Department (www.state.gov/p/nea/rls/rpt/iraqstatus/ ) as well as USAID, which continually

updates its many ongoing programs and initiatives in Iraq (www.usaid.gov/iraq );


-  Extensive reports are also made every three months to Congress, and are accessible at the

State (www.state.gov/p/nea/rls/rpt/2207/ ) and Defense (www.defenselink.mil/pubs/ )

Department websites.


> Americans can read and assess these reports to get a better sense of what is being done in

Iraq and the progress being made on a daily, weekly, and monthly basis.


- Some of the most important metrics we track are:


-  Political:  The political benchmarks set forth in U.N. Security Council Resolution 1546

and the Transitional Administrative Law; the number of Iraqis from all areas willing to

participate in the political process as evidenced by voter registration and turnout.

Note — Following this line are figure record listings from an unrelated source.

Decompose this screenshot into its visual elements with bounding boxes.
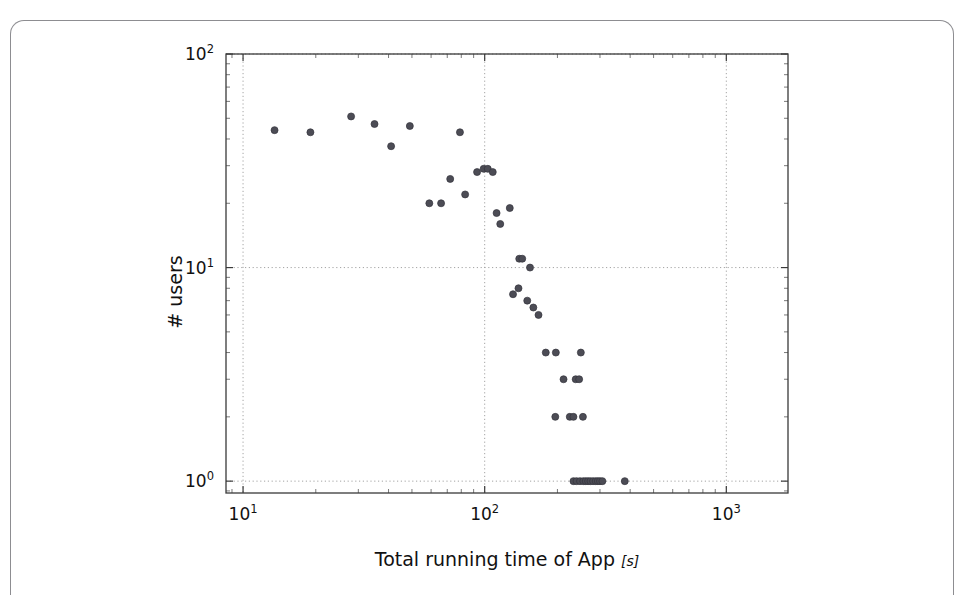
data-point <box>560 376 567 383</box>
data-point <box>519 255 526 262</box>
data-point <box>576 376 583 383</box>
data-point <box>462 191 469 198</box>
data-point <box>527 264 534 271</box>
data-point <box>497 220 504 227</box>
y-tick-labels: 100101102 <box>185 42 214 491</box>
data-point <box>426 200 433 207</box>
data-point <box>447 175 454 182</box>
tick-label: 102 <box>470 502 499 524</box>
data-point <box>271 127 278 134</box>
data-point <box>599 478 606 485</box>
data-point <box>406 123 413 130</box>
data-point <box>542 349 549 356</box>
data-point <box>388 143 395 150</box>
data-point <box>510 291 517 298</box>
axis-ticks <box>226 54 788 493</box>
data-point <box>577 349 584 356</box>
gridlines <box>226 54 788 493</box>
data-point <box>506 205 513 212</box>
x-axis-label: Total running time of App [s] <box>374 548 639 570</box>
scatter-plot-svg: 101102103 100101102 Total running time o… <box>11 21 955 576</box>
data-point <box>474 169 481 176</box>
data-point <box>493 210 500 217</box>
tick-label: 102 <box>185 42 214 64</box>
x-tick-labels: 101102103 <box>229 502 741 524</box>
tick-label: 100 <box>185 469 214 491</box>
figure-card: 101102103 100101102 Total running time o… <box>10 20 954 595</box>
data-point <box>348 113 355 120</box>
data-point <box>570 413 577 420</box>
data-point <box>621 478 628 485</box>
y-axis-label: # users <box>164 255 186 328</box>
scatter-figure: 101102103 100101102 Total running time o… <box>11 21 955 576</box>
plot-area-wrapper: 101102103 100101102 Total running time o… <box>11 21 955 576</box>
data-point <box>456 129 463 136</box>
tick-label: 101 <box>229 502 258 524</box>
data-point <box>515 285 522 292</box>
data-point <box>552 349 559 356</box>
data-point <box>524 297 531 304</box>
data-point <box>438 200 445 207</box>
data-point <box>552 413 559 420</box>
data-point <box>307 129 314 136</box>
data-point <box>530 304 537 311</box>
data-point <box>579 413 586 420</box>
data-point <box>371 121 378 128</box>
tick-label: 101 <box>185 256 214 278</box>
data-point <box>535 311 542 318</box>
axes-frame <box>226 54 788 493</box>
tick-label: 103 <box>712 502 741 524</box>
data-points <box>271 113 628 485</box>
data-point <box>489 169 496 176</box>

-  Security:  The quantity and quality of Iraqi units; the number of actionable intelligence

tips received from Iraqis; the percentage of operations conducted by Iraqis alone or with

minor Coalition assistance; the number of car bombs intercepted and defused; offensive

operations conducted by Iraqi and Coalition forces; and the number of contacts initiated

by Coalition forces, as opposed to the enemy.


-  Economic:  GDP; per capita GDP; inflation; electricity generated and delivered; barrels of

oil produced and exported; and numbers of businesses opened.


- Other indicators are also important to success, but less subject to precise measurement, such as

the extent to which principles of transparency, trust in government institutions, and acceptance

of the rule of law are taking hold amongst a population that has never known them.


- These indicators have more strategic significance than the metrics that the terrorists and

insurgents want the world to use as a measure of progress or failure: number of bombings.


-- The following pages break down the three tracks of our strategy - political, security,

economic - and explain the logic behind them in more detail.

"The only way our enemies can succeed is if we forget the lessons of September the 11th, if we

abandon the Iraqi people to men like Zarqawi, and if we yield the future of the Middle East to

men like Bin Laden.  For the sake of our nation's security, this will not happen on my watch."